Whether wholesale or retail, the pace of payback will depend greatly on a carrier's target audience. On one end of the spectrum, sophisticated managed services targeted to the largest enterprises, delivered by major system integrators and carriers like AT&T, Genuity and WorldCom Inc.'s Digex, incorporate high-priced custom work for a select few in a relatively saturated market segment. On the other end, wholesale hosters like Hostopia and Verio are targeting a mass market of millions of unserved small enterprises. However, to do so requires large-scale hosting infrastructure, automated processes and repeatable, rather than custom, products.

Verio is building on its large down-market experience to add somewhat larger businesses to its prospects. Working with Hewlett-Packard Co.'s Compaq brand hardware. Verio launched in May a menu of Enterprise Modular Hosting solutions, incorporating application, Web, database and firewall server "building blocks," says Paul Montoya, vice president of partner management, enterprise hosting. "We can build up the infrastructure by applying repeatable, standardized parts and then add on from a menu of managed services like data backup, storage area network and firewalls." Pricing at this relatively sophisticated mid-market level ranges from $7,000 to $12,000 a month for two to five servers or $10,000 to $20,000 for seven to 12 servers, depending on how many services Verio adds on top of the servers. To help win customers to its broader offering, Verio unveiled dedicated content migration services and discounts for customers willing to move from a competitor's infrastructure.

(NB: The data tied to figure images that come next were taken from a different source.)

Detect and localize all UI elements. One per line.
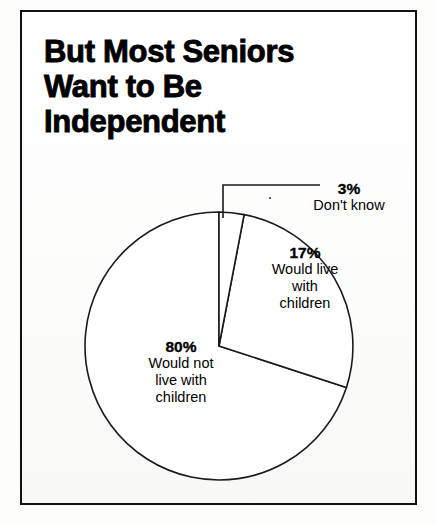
pie-label-dont-know-value: 3% <box>269 180 429 197</box>
pie-label-would-not-live-line-1: Would not <box>111 355 251 372</box>
pie-chart: 3% Don't know 17% Would live with childr… <box>22 12 419 507</box>
pie-label-would-not-live-with-children: 80% Would not live with children <box>111 338 251 406</box>
pie-label-would-not-live-line-2: live with <box>111 372 251 389</box>
pie-label-would-live-value: 17% <box>240 244 370 261</box>
pie-label-would-not-live-value: 80% <box>111 338 251 355</box>
pie-label-would-live-line-1: Would live <box>240 261 370 278</box>
pie-label-would-not-live-line-3: children <box>111 389 251 406</box>
pie-label-would-live-line-3: children <box>240 295 370 312</box>
pie-label-would-live-with-children: 17% Would live with children <box>240 244 370 312</box>
pie-label-would-live-line-2: with <box>240 278 370 295</box>
pie-label-dont-know: 3% Don't know <box>269 180 429 214</box>
pie-label-dont-know-text: Don't know <box>269 197 429 214</box>
figure-frame: But Most Seniors Want to Be Independent … <box>20 10 417 505</box>
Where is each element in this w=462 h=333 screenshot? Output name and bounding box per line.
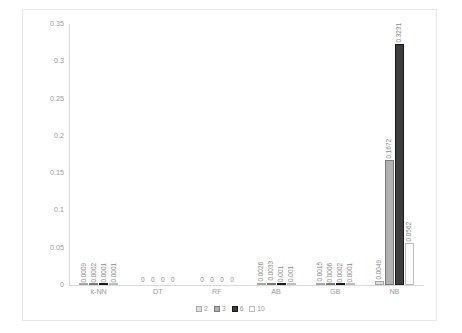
bar-gb-series-6[interactable] (336, 283, 345, 285)
bar-wrapper: 0.0026 (257, 24, 266, 285)
y-axis-tick-label: 0.05 (50, 244, 64, 251)
bars: 0.00490.16720.32310.0562 (365, 24, 424, 285)
legend-label: 3 (222, 306, 226, 313)
y-axis-tick-label: 0.15 (50, 170, 64, 177)
bar-wrapper: 0.0015 (316, 24, 325, 285)
bar-k-nn-series-3[interactable] (89, 283, 98, 285)
x-axis-line (69, 285, 424, 286)
bar-wrapper: 0.0001 (109, 24, 118, 285)
x-axis-category-label: NB (365, 287, 424, 296)
bar-nb-series-3[interactable] (385, 160, 394, 285)
bar-wrapper: 0.0033 (267, 24, 276, 285)
bar-gb-series-3[interactable] (326, 283, 335, 285)
bar-k-nn-series-10[interactable] (109, 283, 118, 285)
bar-data-label: 0 (230, 277, 234, 283)
bar-data-label: 0.0002 (337, 263, 343, 283)
bar-wrapper: 0.001 (277, 24, 286, 285)
legend-label: 2 (204, 306, 208, 313)
bar-ab-series-10[interactable] (287, 283, 296, 285)
bar-data-label: 0.3231 (396, 23, 402, 43)
bar-wrapper: 0 (207, 24, 216, 285)
bar-gb-series-2[interactable] (316, 283, 325, 285)
bar-data-label: 0.0002 (90, 263, 96, 283)
bar-data-label: 0.0001 (100, 263, 106, 283)
bar-wrapper: 0 (148, 24, 157, 285)
legend-item-2[interactable]: 2 (196, 306, 208, 313)
bar-data-label: 0 (171, 277, 175, 283)
bar-group-rf: 0000RF (187, 24, 246, 285)
bar-wrapper: 0.0002 (336, 24, 345, 285)
bar-group-k-nn: 0.00090.00020.00010.0001k-NN (69, 24, 128, 285)
x-axis-category-label: RF (187, 287, 246, 296)
bar-nb-series-10[interactable] (405, 243, 414, 285)
y-axis-tick-label: 0.35 (50, 20, 64, 27)
legend-swatch-icon (249, 306, 255, 312)
bar-data-label: 0.0001 (110, 263, 116, 283)
bar-wrapper: 0.0006 (326, 24, 335, 285)
bar-ab-series-2[interactable] (257, 283, 266, 285)
y-axis-tick-label: 0.2 (54, 132, 64, 139)
y-axis-tick-label: 0 (60, 281, 64, 288)
bar-data-label: 0 (200, 277, 204, 283)
bar-wrapper: 0.0562 (405, 24, 414, 285)
legend-swatch-icon (214, 306, 220, 312)
bar-ab-series-3[interactable] (267, 283, 276, 285)
bar-wrapper: 0.0049 (375, 24, 384, 285)
bar-k-nn-series-6[interactable] (99, 283, 108, 285)
bar-group-nb: 0.00490.16720.32310.0562NB (365, 24, 424, 285)
bar-data-label: 0.0009 (80, 263, 86, 283)
legend-item-6[interactable]: 6 (232, 306, 244, 313)
bar-group-dt: 0000DT (128, 24, 187, 285)
bars: 0.00090.00020.00010.0001 (69, 24, 128, 285)
bar-data-label: 0.0049 (376, 260, 382, 280)
legend-swatch-icon (196, 306, 202, 312)
bar-data-label: 0.0562 (406, 222, 412, 242)
bar-data-label: 0 (151, 277, 155, 283)
bar-ab-series-6[interactable] (277, 283, 286, 285)
x-axis-category-label: GB (306, 287, 365, 296)
legend-item-3[interactable]: 3 (214, 306, 226, 313)
bar-data-label: 0.001 (288, 266, 294, 282)
bar-data-label: 0.001 (278, 266, 284, 282)
chart-legend: 23610 (23, 306, 438, 313)
bar-wrapper: 0.3231 (395, 24, 404, 285)
bar-data-label: 0 (161, 277, 165, 283)
bar-wrapper: 0.0001 (99, 24, 108, 285)
bar-wrapper: 0.1672 (385, 24, 394, 285)
bar-wrapper: 0 (217, 24, 226, 285)
bar-data-label: 0.0006 (327, 263, 333, 283)
x-axis-category-label: k-NN (69, 287, 128, 296)
bar-data-label: 0 (141, 277, 145, 283)
bar-data-label: 0.0033 (268, 261, 274, 281)
bar-wrapper: 0 (168, 24, 177, 285)
bar-wrapper: 0 (227, 24, 236, 285)
bar-wrapper: 0 (197, 24, 206, 285)
bar-wrapper: 0 (158, 24, 167, 285)
bar-wrapper: 0.0001 (346, 24, 355, 285)
bar-wrapper: 0 (138, 24, 147, 285)
bars: 0000 (187, 24, 246, 285)
bar-data-label: 0 (220, 277, 224, 283)
bars: 0.00260.00330.0010.001 (247, 24, 306, 285)
bar-gb-series-10[interactable] (346, 283, 355, 285)
y-axis-tick-label: 0.3 (54, 58, 64, 65)
legend-label: 10 (257, 306, 264, 313)
bar-wrapper: 0.001 (287, 24, 296, 285)
legend-item-10[interactable]: 10 (249, 306, 264, 313)
x-axis-category-label: AB (247, 287, 306, 296)
y-axis-tick-label: 0.25 (50, 95, 64, 102)
bar-nb-series-6[interactable] (395, 44, 404, 285)
legend-swatch-icon (232, 306, 238, 312)
bar-group-gb: 0.00150.00060.00020.0001GB (306, 24, 365, 285)
bar-wrapper: 0.0002 (89, 24, 98, 285)
bar-data-label: 0.0001 (347, 263, 353, 283)
bar-k-nn-series-2[interactable] (79, 283, 88, 285)
bars: 0.00150.00060.00020.0001 (306, 24, 365, 285)
bar-nb-series-2[interactable] (375, 281, 384, 285)
bar-wrapper: 0.0009 (79, 24, 88, 285)
legend-label: 6 (240, 306, 244, 313)
bars: 0000 (128, 24, 187, 285)
bar-data-label: 0.0015 (317, 262, 323, 282)
y-axis-tick-label: 0.1 (54, 207, 64, 214)
chart-container: 00.050.10.150.20.250.30.35 0.00090.00020… (22, 9, 437, 321)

To tackle the scale associated with serving millions of SMBs, Apptix, Hostopia, Interland and Verio emphasize they have leveraged years of experience to integrate and automate service order management, server configuration, provisioning, applications management, billing and other back-office operations -- a task that would take telcos, cablecos or ISPs equally long to replicate in house. "Even for large providers, the real cost factor and the power to differentiate lies with software, processes and people," Engels says, noting that Hostopia manages market leading, third-party applications, including online store, business class e-mail, virus protection and statistical reporting, for its customers.

Further, Hostopia offers project management, migration of existing end customers and Web accessible service management to its retail partners. It also provides outsourced, Tier 1, end customer support through call centers that integrate toll-free, Web, e-mail and chat support, including a WebsiteOS self-help site that Engels claims solves 90 percent of customer problems. While just two support calls a month can chew up margin for some services, Hostopia says it reduces those calls and can spread support costs across shared infrastructure.

"From small office-home office up through SMB to large enterprises, the highest margins have been at the high end," Engels says. "We enable dedicated hosters to concentrate on the high end, while we handle a very large, untapped mass market."